Linux Emulator Woe? Try No Audio!

In recent months, the Android SDK emulator had been consuming a lot of CPU cycles on my Ubuntu development machine, usually taking over all of one of my CPU cores. Not only does it affect the speed of whatever else I am doing, but it caused the CPU fan to run nearly continously. However, I am old and jaded, and so for a while I just chalked this up to being “another one of those things” that comes with developing for Android.

Then, I ran across this Stack Overflow question, which cited a much older Stack Overflow answer with a recipe for cutting CPU consumption: getting rid of the audio.

I tried it, and my emulator is much happier now. Admittedly, I cannot test audio work with it, but I tend to use hardware for that anyway.

To affect this change, stop the emulator and edit ~/.android/.../config.ini in your favorite text editor, where ... will be based on the name of one of your AVDs. In there, find the hw.audioInput=yes line, and replace it with:

hw.audioInput=no
hw.audioOutput=no

Save the file, start your emulator, and, if you’re like me, you will see results. Another approach, if you run your emulator from the command line, is to just tuck the -noaudio switch in the command.

Now, the Stack Overflow question that I mentioned is trying to fix one of the lingering issues with this approach: if you edit this AVD in the AVD Manager, your audio settings will be flipped back to their original values, requiring you to edit the config.ini file again. If anyone has any advice on how to create a hardware profile that keeps the audio settings off, post an answer on that question!

For what it’s worth, this outstanding issue seems to be related, though I have not tried collecting emulator logs.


== Prompt ==
Find the string "name" in the data, then copy every line where it is found.

== Dataset records ==

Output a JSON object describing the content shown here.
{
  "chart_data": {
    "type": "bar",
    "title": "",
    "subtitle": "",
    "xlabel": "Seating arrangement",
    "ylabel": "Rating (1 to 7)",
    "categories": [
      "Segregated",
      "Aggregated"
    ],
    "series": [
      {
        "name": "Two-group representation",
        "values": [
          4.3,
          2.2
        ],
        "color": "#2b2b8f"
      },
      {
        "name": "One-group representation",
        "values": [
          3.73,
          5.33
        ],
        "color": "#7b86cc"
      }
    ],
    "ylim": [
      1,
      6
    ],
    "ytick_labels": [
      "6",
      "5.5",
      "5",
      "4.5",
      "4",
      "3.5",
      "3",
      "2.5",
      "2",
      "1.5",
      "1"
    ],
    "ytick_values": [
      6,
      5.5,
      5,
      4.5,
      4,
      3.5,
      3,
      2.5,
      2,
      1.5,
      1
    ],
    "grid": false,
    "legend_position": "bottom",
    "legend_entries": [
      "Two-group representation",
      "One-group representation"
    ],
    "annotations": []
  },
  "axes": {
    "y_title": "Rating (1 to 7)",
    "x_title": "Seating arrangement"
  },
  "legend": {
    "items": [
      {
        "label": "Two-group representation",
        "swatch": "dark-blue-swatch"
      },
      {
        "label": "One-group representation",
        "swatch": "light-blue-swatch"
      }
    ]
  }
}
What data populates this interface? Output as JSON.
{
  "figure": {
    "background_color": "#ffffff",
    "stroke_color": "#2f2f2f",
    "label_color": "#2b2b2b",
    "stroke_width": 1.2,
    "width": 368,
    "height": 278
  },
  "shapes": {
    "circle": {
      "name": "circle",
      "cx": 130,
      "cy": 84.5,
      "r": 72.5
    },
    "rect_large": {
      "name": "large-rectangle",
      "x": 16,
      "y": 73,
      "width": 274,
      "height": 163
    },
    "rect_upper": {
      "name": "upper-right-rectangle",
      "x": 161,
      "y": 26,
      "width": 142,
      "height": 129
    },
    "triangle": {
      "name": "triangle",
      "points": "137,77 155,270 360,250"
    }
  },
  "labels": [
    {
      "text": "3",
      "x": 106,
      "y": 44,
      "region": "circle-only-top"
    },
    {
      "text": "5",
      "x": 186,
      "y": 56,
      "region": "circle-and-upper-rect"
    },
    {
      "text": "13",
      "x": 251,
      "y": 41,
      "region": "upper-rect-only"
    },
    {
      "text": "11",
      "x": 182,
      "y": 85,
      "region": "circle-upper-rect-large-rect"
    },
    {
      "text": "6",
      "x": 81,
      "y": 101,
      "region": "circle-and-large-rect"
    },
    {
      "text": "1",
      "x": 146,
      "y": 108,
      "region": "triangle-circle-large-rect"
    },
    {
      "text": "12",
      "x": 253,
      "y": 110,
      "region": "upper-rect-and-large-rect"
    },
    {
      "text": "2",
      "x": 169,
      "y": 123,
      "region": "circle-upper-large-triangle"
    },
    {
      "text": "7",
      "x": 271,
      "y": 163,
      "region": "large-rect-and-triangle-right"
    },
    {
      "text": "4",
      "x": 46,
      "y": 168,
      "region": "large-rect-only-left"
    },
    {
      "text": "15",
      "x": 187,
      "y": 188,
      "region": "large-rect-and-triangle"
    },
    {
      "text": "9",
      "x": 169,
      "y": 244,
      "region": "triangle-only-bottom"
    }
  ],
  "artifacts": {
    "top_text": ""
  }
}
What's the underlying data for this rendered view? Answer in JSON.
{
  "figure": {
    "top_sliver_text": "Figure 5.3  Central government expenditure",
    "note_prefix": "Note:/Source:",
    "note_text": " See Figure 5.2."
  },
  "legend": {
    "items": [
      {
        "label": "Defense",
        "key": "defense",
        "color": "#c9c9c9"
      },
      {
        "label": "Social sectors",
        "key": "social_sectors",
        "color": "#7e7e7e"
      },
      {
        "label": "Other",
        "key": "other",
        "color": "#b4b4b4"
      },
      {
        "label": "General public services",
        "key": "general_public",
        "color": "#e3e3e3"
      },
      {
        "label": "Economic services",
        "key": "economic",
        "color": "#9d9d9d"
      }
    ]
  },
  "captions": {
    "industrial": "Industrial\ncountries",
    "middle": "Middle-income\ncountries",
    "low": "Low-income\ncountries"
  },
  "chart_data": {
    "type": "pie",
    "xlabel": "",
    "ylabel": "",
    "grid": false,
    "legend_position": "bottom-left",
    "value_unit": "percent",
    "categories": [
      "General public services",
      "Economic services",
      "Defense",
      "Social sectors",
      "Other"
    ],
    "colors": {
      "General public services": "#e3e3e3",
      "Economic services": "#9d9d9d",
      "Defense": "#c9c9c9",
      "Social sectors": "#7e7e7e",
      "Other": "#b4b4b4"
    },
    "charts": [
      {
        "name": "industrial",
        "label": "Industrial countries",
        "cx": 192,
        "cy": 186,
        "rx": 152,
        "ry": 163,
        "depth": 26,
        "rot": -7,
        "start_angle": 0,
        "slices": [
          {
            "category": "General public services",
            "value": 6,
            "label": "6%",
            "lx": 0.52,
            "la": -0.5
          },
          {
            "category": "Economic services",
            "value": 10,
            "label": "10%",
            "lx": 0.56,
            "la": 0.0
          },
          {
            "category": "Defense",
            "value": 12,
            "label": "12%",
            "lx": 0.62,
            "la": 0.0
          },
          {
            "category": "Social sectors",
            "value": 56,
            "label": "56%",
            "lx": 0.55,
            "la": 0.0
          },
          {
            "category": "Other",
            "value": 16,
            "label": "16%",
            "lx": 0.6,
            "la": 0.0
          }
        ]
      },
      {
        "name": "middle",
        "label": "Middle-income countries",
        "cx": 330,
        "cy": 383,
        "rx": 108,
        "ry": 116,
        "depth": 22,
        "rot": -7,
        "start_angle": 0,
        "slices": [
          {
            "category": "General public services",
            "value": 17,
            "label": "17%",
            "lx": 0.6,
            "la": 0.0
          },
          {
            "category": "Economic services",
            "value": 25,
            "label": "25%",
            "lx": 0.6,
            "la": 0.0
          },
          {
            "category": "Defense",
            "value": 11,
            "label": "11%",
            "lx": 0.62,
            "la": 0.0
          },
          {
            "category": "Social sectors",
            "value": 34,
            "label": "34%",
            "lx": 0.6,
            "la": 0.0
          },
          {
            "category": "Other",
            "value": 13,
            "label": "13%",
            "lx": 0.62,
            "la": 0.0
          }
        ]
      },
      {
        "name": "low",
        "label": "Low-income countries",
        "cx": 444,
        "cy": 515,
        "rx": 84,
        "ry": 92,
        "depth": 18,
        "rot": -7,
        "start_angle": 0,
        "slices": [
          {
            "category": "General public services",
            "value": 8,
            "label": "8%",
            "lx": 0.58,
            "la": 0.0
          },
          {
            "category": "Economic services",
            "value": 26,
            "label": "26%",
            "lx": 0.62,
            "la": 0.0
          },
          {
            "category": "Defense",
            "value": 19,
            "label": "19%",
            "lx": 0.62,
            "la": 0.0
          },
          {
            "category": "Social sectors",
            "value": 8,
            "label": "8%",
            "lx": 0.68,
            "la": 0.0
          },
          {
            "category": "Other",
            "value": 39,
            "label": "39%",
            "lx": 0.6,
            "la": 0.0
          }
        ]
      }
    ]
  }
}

== Result of the task ==
        "name": "Two-group representation",
        "name": "One-group representation",
      "name": "circle",
      "name": "large-rectangle",
      "name": "upper-right-rectangle",
      "name": "triangle",
        "name": "industrial",
        "name": "middle",
        "name": "low",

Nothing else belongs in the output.